'our creation is that guru; the duration of our lives is that guru; our trials, illnesses and calamaties is that guru. There is a guru that is nearby and a guru that is beyond the beyond. I humbly make my offering to the guru, the beautiful remover of ignorance, the enlightenment principle that is within me and surrounds me at all times.'
Guru Stotram

Tuesday 26 January 2010


Rumour has crystallised into copy – blood on the walls and one foot in the grave - the ICA could well be dead by May.

When I was at Goldsmiths’ in 2000, the art content of my MA in contemporary art history consisted of the tutors telling me to go to the ICA. That might suggest that the ICA is the heartland of London’s contemporary art scene, but I’m not really sure it is these days.

I love the ICA. Contemporary art aside – priorities people, priorities! - the bar is the perfect after hours hang out in an otherwise fairly derelict area of town, joyfully free of city boys, American tourists and acrylic nails, and vending those yummy wasabi coated peanuts. The cinema programming is second to none, showing a glut of wonderful movies and documentaries you can’t see anywhere else. Lastly, and in all honesty, probably least, some of the exhibitions are interesting too. Up to a point. But the fact is the programming hasn’t kept up with the pace of change elsewhere across our colourful metropolis and over the decades what was once the edgy place to be has become just one of a generous helping of places showing mid-career good but tried and tested contemporary art. Sorry folks, I know we all love to love the ICA, but it’s true.

In recent years the ICA has failed to maintain a strong identity for itself. Not quite edgy niche – that place is now filled by a small handful of really meaningful idiosyncratic little spaces, both commercial and not, largely dotted out in the middle of nowhere, somehow managing to scrape together the resources to support dynamic programmes of genuinely innovative and seemingly un-commercial multi-disciplinary work. Neither is it the staggering behemoth-like Cathedral to modernity and contemporaneity that Tate Modern has burst into, relegating everything else to its shadow. Mr Serota, with his incredible success on Bankside may have brought the Monty Python foot down more or less smack in the middle of the ICA’s once dominant skyline. However, success always has its victims and if the ICA didn’t see it coming and act accordingly then we certainly can’t be blaming Great Uncle Nick. And let’s face it, we wouldn’t dare.

No, the ICA has just become too darn ordinary, a bit long in the tooth, a bit wrinkly, crinkly and set in its ways. The space itself doesn’t even really work that well. A bit of exhibition here, a bit there, a bit in the bar, a bit in the corridor and a bit up thirteen thousand flights of stairs. That’s alright if you’re engaging the quirkiness somehow, but to work around it as if it’s an issue you aren’t even seeing any more isn’t really good enough. So, maybe it’s a relocation they need? Somewhere cheaper and edgier. That’d be a massive gust of fresh air. Get the blood pumping again.

Anyway, the death knell rang out once and for all when, at the insistence of Arts Council England apparently, and as a condition of a fairly fatish bail-out loan last year, they scrapped the day membership fee allowing entrance to non-members. Not surprisingly, since then nobody, bar one or two stalwarts, has bothered to renew their annual membership. A few other unforeseen goings on and revenue fell off a cliff. Tricky. It seems to me though, and perhaps I’m financially naïve, well, there’s no perhaps about it, I am financially naïve, but I’ll ask the question anyway… with all the wealth that’s knocking about in contemporary art these days, can’t they tempt some generous collector / benefactor into bailing them out? There must be a lot of cache in that for some wealthy wannabe. Alan must know a few big hitters mustn’t he? OK, I can see that would put a different slant on things, and we’d have to listen to the fantastically dull conflict of interests brigade once again, but at least it’d stave off closure for a while. And after all, without sugar refinery, where would Tate be now?

The ICA may not be perfect, but who amongst us is? Everything goes through cycles in its lifetime and nobody’s on top of their game a hundred per cent of the time. There will always be peaks and troughs and in that real life context it’s difficult to deny that for most of its sixty-two year history the ICA’s performance has been unsurpassed. Set against the 80 / 20 rule it’s doing extremely well. Add to that the undisputed fact that the government happily shovels seemingly endless resources into any number of crappy, if not down right damaging schemes, and the fact that even in these relatively tough times there still seems to be plenty of money out there if you know where to look, I don’t think I’m just being sentimental when I say I really do think it would be a great shame if we were to lose the ICA. Who knows what the future may hold when (if) it enters its next roll. It might have started putting its teeth on the bedside table of an evening, but as ee cummings tells us: “whenever men are right they are not young.”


▸ **Directions for this task**: Isolate every line in the data with the string "pixels" and copy it.

▸ **Task material**:
************

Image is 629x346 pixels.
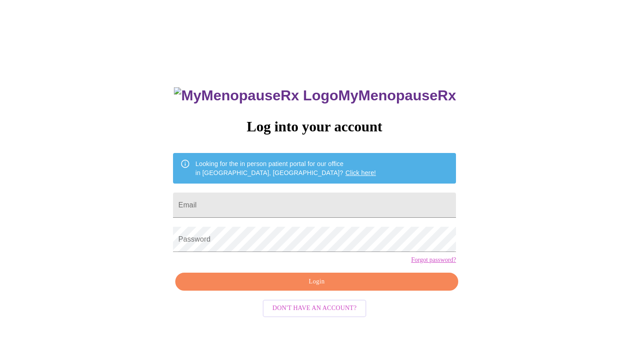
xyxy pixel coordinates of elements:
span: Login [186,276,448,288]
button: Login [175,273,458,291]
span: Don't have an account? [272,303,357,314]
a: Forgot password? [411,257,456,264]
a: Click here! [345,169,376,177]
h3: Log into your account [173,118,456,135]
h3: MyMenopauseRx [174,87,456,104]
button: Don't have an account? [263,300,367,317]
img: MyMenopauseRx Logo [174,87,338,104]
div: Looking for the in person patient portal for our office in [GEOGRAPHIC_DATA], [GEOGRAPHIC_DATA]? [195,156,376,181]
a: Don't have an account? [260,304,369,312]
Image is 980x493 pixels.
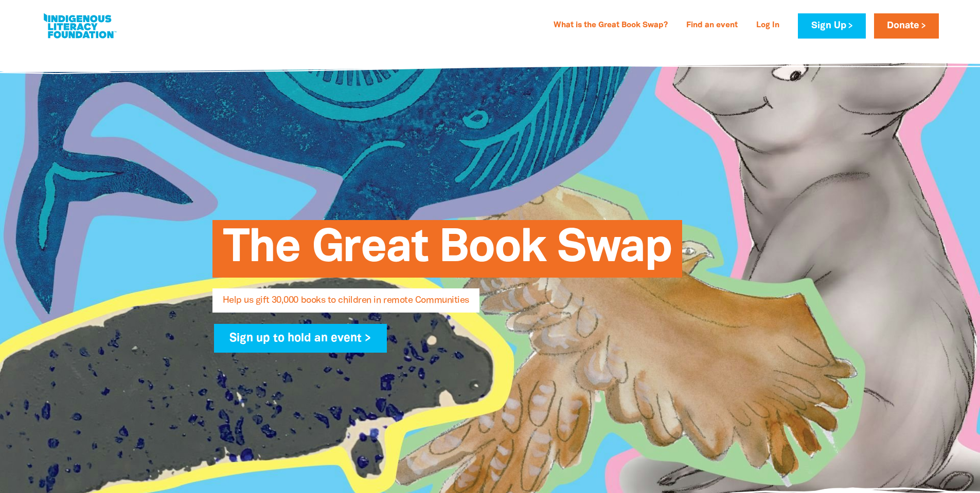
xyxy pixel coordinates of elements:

************

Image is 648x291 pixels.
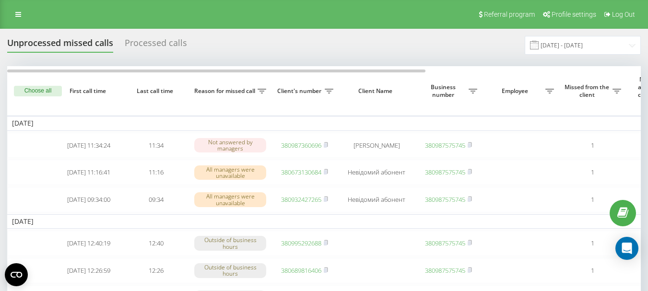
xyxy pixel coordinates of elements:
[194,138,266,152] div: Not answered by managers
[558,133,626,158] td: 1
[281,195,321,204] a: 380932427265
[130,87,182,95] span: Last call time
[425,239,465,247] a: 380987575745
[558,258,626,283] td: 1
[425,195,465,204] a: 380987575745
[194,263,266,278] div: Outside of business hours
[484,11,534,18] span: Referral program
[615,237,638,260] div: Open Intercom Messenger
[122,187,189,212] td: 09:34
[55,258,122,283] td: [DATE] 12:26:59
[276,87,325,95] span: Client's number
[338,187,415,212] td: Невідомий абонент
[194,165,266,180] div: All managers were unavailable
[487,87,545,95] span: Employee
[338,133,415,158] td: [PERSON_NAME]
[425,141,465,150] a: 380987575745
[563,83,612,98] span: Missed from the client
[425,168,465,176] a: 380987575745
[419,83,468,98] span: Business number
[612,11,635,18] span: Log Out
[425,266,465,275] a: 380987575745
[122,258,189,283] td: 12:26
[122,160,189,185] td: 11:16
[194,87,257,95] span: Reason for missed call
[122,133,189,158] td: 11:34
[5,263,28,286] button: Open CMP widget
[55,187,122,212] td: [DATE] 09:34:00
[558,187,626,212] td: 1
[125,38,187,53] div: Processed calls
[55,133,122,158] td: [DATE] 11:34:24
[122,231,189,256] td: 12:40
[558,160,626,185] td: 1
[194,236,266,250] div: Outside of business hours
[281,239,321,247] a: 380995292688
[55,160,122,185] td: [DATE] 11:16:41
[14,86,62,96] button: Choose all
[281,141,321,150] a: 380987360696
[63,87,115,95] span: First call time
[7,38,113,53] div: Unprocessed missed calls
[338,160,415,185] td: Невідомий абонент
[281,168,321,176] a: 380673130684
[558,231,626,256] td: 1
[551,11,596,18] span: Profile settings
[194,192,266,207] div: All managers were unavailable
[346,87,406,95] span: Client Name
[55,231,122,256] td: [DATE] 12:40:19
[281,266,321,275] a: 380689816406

************

▸ **Answer box**:
Image is 629x346 pixels.
Image is 980x493 pixels.
Image is 648x291 pixels.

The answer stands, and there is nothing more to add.